The financial industry lined up against Warren. Bankers said a Warren-run agency would restrict new products just when companies are seeking to replace profits squeezed by the new financial rules.
But Sen. Richard Shelby of Alabama, the top Republican on the Senate Committee on Banking, Housing and Urban Affairs, said Republicans would block Cordray as well unless Obama seeks changes in the agency.
“Until President Obama addresses our concerns by supporting a few reasonable structural changes, we will not confirm anyone to lead it,” Shelby said. “No accountability, no confirmation.”

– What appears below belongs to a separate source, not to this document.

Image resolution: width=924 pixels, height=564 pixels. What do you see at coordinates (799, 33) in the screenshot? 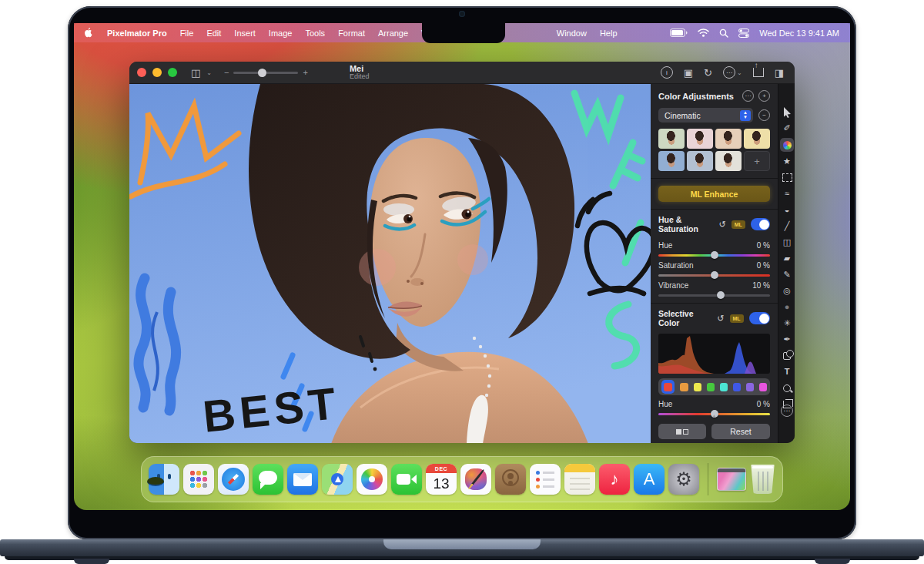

Cordray’s elevation from enforcement chief to director raises a separate concern for the industry: Some fear the agency will launch early enforcement actions designed to raise its public profile. Treasury officials said that’s unlikely, because the agency’s enforcement division still is making key decisions about policy and procedure.
Cordray, 52, is considered a Warren ally and has been working with her as director of enforcement for the agency.
Republicans fought fiercely against the creation of the bureau last year and have been trying to place restrictions on the agency. In May, all Senate Republicans joined in a letter to Obama threatening to withhold their support for any nominee to the position if the White House didn’t seek significant changes to the agency.
Among the changes would be to replace a single director with a board and to make the bureau’s finances subject to congressional approval.
Though Democrats control the Senate, Republicans could block Cordray’s appointment through a filibuster.